Muslim Family Split by Court
Family Before Court Separation Order (update 2011)
User Rating: 5 / 5
By DANIEL HERATY
Times-Herald Newspapers
DEARBORN – A local couple is suing a foster care center for monetary damages, saying that three of their children were abused under its care.
Rehab Amer and her husband, Ahmed, both of Dearborn, filed a lawsuit Tuesday in the U.S. District Court for Eastern District of Michigan against three women employed by the Judson Center in Royal Oak and two employed by the Michigan Department of Human Services.
The suit alleges that the children were taken from them illegally and abused, and that they were placed in homes that severed them from their culture, religion and family, causing them to be separated completely from their parents.
Court documents do not specify the amount of damages being sought.
In 1985, Rehab Amer was accused of second-degree murder when her 2-year-old son, Samir, fell in the bathtub and fractured his skull.
She was acquitted by a jury in 1986, but still lost custody of three other children – an older son, Mohammed; the deceased child’s twin sister, Suehier; and another daughter, Zinabe – because the death certificate still listed the cause of death as homicide.
A fifth child, Hussein, was raised by the Amers as a nephew so they could retain custody.
The lawsuit alleges that officials from the Judson Center and DHS went out of their way to see that the children were not retuned to their parents. It further alleges that the children suffered abuse while at the Judson Center.

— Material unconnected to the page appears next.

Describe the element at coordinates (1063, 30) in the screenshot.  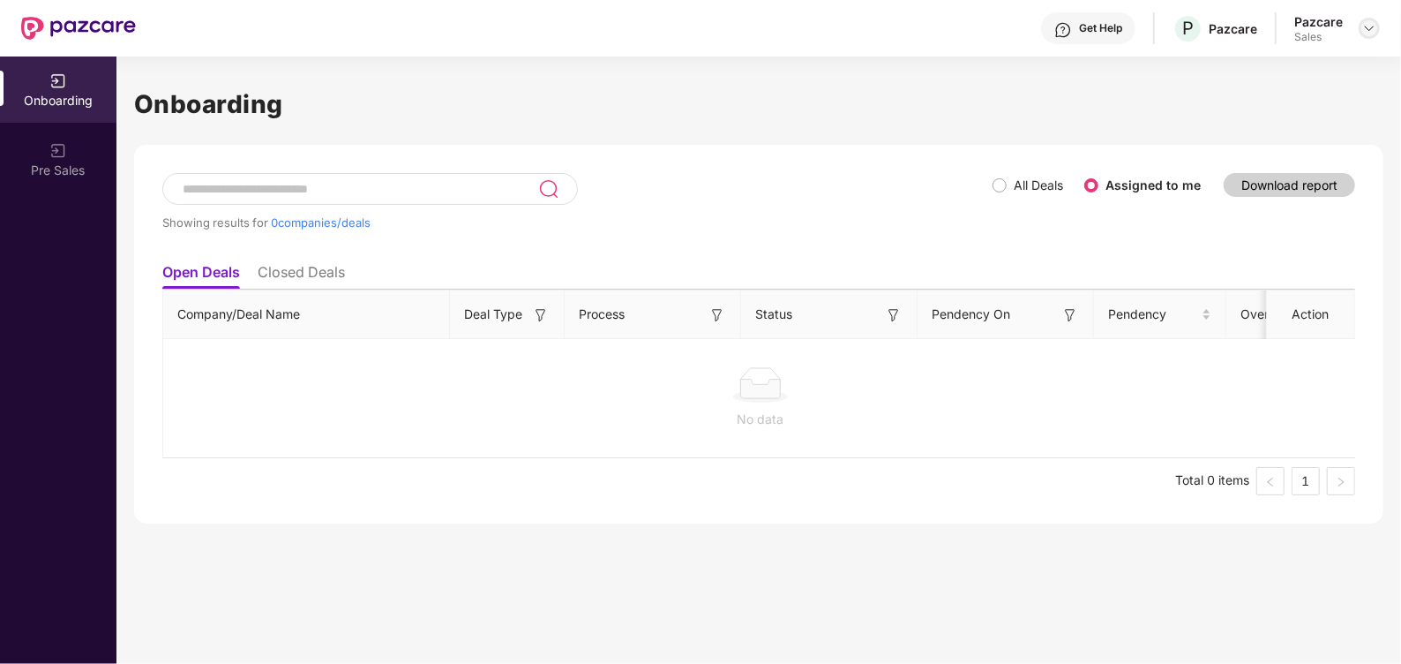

Officials there declined through an e-mail to comment for this story.
In 2007, now-retired Wayne County Judge Edward Thomas ordered the cause of death changed to accidental after a post-mortem examination determined the 2-year-old had brittle bone disease.
“They would do everything in their power to see their children stripped from them,” attorney Nabih Ayad said of the organizations.
The Amers’ struggle to be reunited with their children led to the passing of state legislation known as the Amer Act. Signed into law in December by then-Gov. Jennifer Granholm, it says courts must give special consideration to relatives when deciding where children are to be placed in Michigan’s foster care system.
The law gives the adoption agency 30 days to “identify, locate, notify, and consult with relatives to determine placement with a fit and appropriate relative…”
Ayad said it could take a while for the case to be heard because the complaint was filed in federal court.